O'jez, Evergreen Mate To Revive 'Elders' Forum' With Liberia Amazon Miatta Fahnbulleh, Jimi Solanke

 THE wedlock between O'jez Entertainment and Evergreen Musical Company has given birth to a reinvigorated Elders' Forum, the once very popular monthly highlife music show that was also used as a medium to recognize and honour individuals who have distinguished themselves in the arts and music industry.
So come this Sunday, February 26, all roads will lead to celebrity restaurant, O'jez, inside the National Stadium, Surulere-Lagos where the revived Elders' Forum will open in a grand style with the presence of Liberian International singer, Miatta Fahnbulleh alongside Nigeria's acclaimed folklorist, playwright and actor Jimi Solanke.



Meanwhile, Miatta Fanhbulleh has been rehearsing with Jimi Solanke as both of them will be on stage for the better part of Sunday event.
Fahnbulleh according to her biography posted on allmusic.com, remains one Africa's finest voices. She always wanted to sing, but the bug really bit her at 16, a desire that caused problems with her father, the Liberian Ambassador to Sierra Leone. Liberia was not very progressive, and women, especially ambassadors' daughters, didn't sing in dance halls and clubs, so Fahnbulleh pursued her craft on the down-low.
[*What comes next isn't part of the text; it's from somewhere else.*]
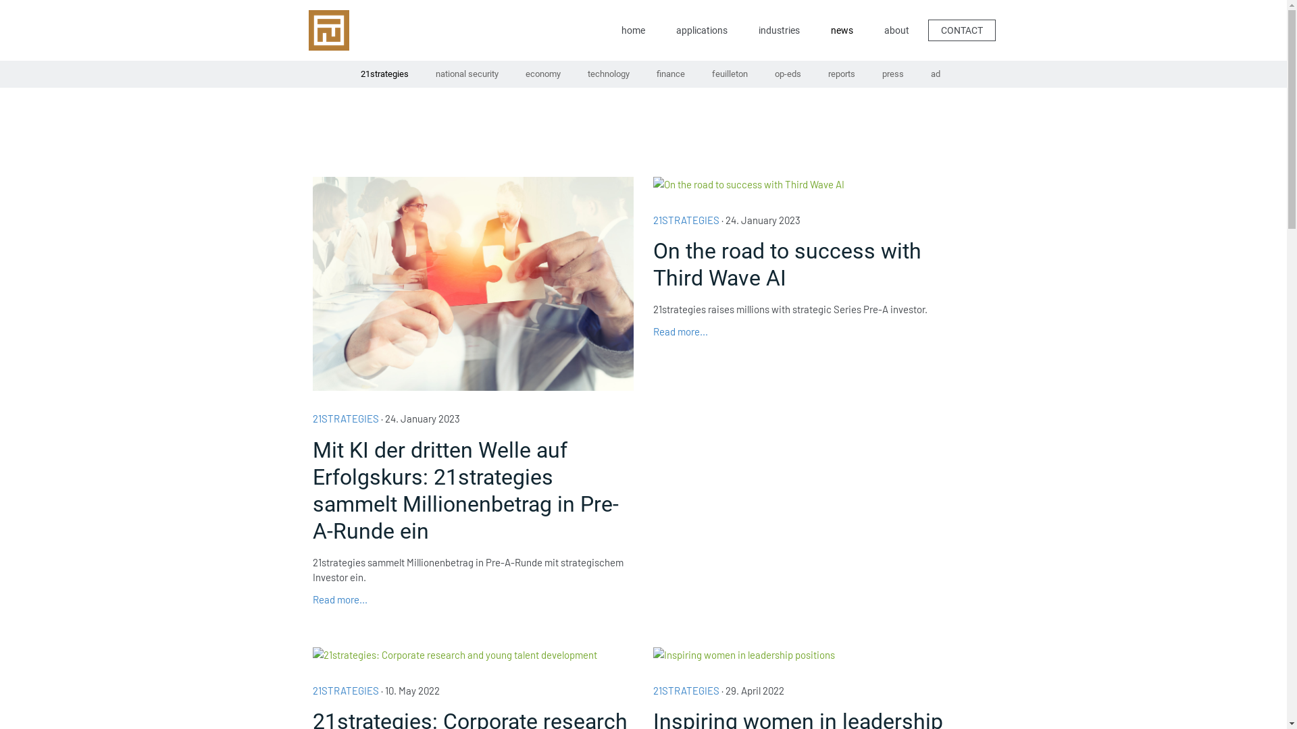 This screenshot has height=729, width=1297. What do you see at coordinates (701, 31) in the screenshot?
I see `applications` at bounding box center [701, 31].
She once came in second in a talent contest that she couldn't attend because her father found out and wouldn't let her go; the judges graded her from a tape. At 19, after graduating from high school in Sierra Leone she moved to Nairobi, Kenya to attend Junior College. She dropped out and moved to Monrovia, Liberia to D.J., alienating her father who wrote her out of his will and distanced himself from her.
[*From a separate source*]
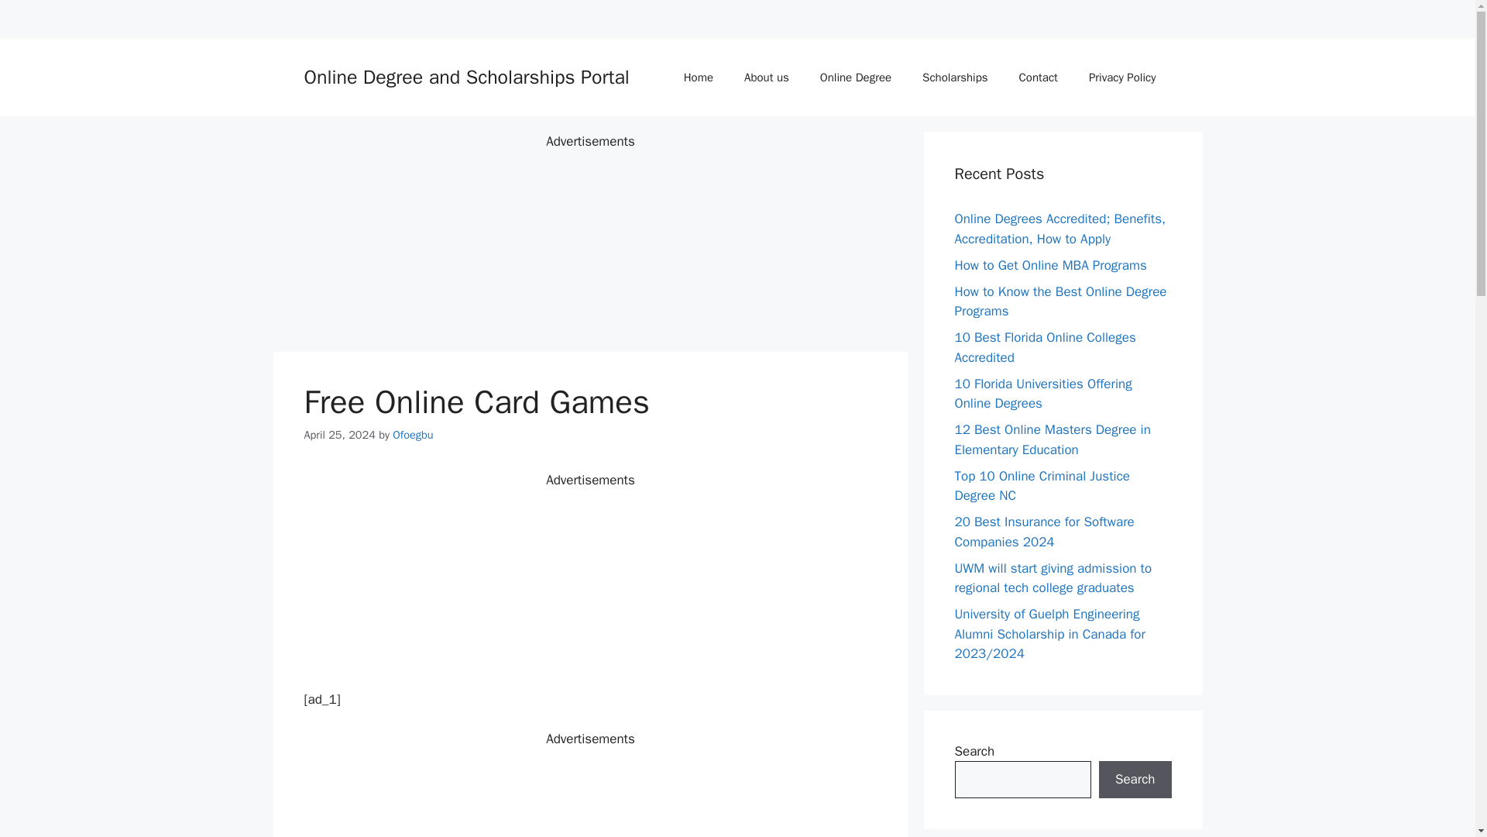  What do you see at coordinates (1044, 531) in the screenshot?
I see `20 Best Insurance for Software Companies 2024` at bounding box center [1044, 531].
She started singing professionally, often making more money in one night then most Liberians made in a month. Shortly after that, her father was sentenced to 20 years in prison for treason and other charges. Seeing no future in Monrovia, Fahnbulleh boarded a plane in 1968 for New York, NY. She immediately displayed her singing skills by entering a contest at the Apollo Theater and coming in second. Fahnbulleh not only sang, but composed and produced her songs also. She never made an impact in the States because of bad advice, bad luck, and the paranoia that everybody wanted sexual favors in return for helping her career, which went against her Muslim upbringing. Her breakout should have been with Donald Byrd, whom she wrote and composed songs with for an LP. A meddling friend, however, convinced her she was getting ripped off and she backed out of the project before the recording date. A contract with Ed Townsend, who later broke the bank with "Let's Get It On" for Marvin Gaye, literally went up in smoke when Townsend's recording studio mysteriously burned down. At the time, Townsend and Motown Records were embroiled in a lawsuit over the use of Townsend's studios to record the Isley Brothers' "It's Your Thing" while they were under contract to Motown. She never came close to cementing a deal again and returned home in 1974. Her time in the States did serve a purpose, she achieved a degree in Music and Drama from the American Music & Dramatic Academy in New York. In Africa, she started performing and recording in earnest, doing an album with Hugh Masekela in Lagos, Nigeria that was shelved for years. She toured with Masekela in 1976 in the States, then took part in the Festac Festivals. She moved to England for seven years, a country where she had spent four years in boarding school as a juvenile.

In England, she became involved with the community of Africans and won the populace's respect before returning to Africa in 1984 to continue her activist activities, becoming a dynamic speaker for issues concerning women and children. Fahnbulleh became a Good Will Ambassador for ECOWAS in 1990, an organization of 16 African counties involved in the integration of the West Coast of Africa. In 1991, she became the official Good Will Ambassador of Liberia. She's recorded and produced several albums.